According to Philippine Ambassador to the US Jose Manuel Romualdez, the reauthorization of the GSP has been delayed due to several issues, including the election of a new US Congress as well as America’s “concentration” on a wider trade relation with the Asean bloc.
“The US is concentrating a lot of their efforts to have more economic activity with Asean Region that’s why we are trying to push ahead with the GSP despite the Indo-Pacific Economic Framework which is now being negotiated at this time,” he said.
A unilateral preferential trade arrangement by the US with 122 beneficiary developing countries and least developed beneficiary countries, the GSP aims to promote economic growth, development, and trade by providing duty-free market access to about 5,000 products in the US.
It expired in December 2020.
“The GSP…has to go through the US Congress. We know the delays are mostly, I guess, with US Congress because of the new speakership issue, a new majority in the House.

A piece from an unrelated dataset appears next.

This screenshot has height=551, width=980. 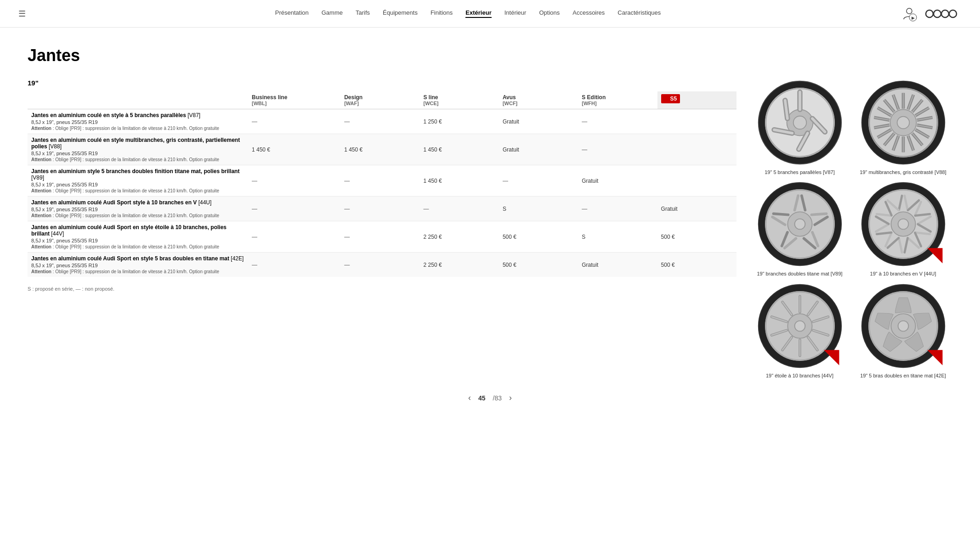 What do you see at coordinates (903, 376) in the screenshot?
I see `wheel-caption-42e: 19" 5 bras doubles en titane mat [42E]` at bounding box center [903, 376].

So we have to restart our talks with them,” Romualdez said.
The 118th Congress of the US convened in January 2023. Earlier last month, the US Congress faced a speakership debacle that left lawmakers incapable of passing legislation.
The GSP requires the approval of the US Congress to be reauthorized.
“Our trade attaché is working on pushing GSP,” Romualdez said. “We are working with trade attaché in Washington and other Asean members like Thailand and Vietnam for the renewal of GSP.”
Last year, during President Marcos’s six-day visit to the US, Department of Trade and Industry Secretary Alfredo Pascual highlighted the importance of the GSP to the Philippines, as he sought US Secretary of Commerce Gina Raimondo’s support for the reauthorization of the trade deal.
Pascual has said that the Philippines had “high utilization rates of the GSP,” demonstrating a growing awareness and demand for GSP-listed export goods from the Philippines.
The trade deal ushers in tangible benefits such as job creation and skills development for the workers in the Philippines.
In 2021, the US ranked as the Philippines’s third-largest trading partner, the top export market destination, and the fifth-largest import supplier.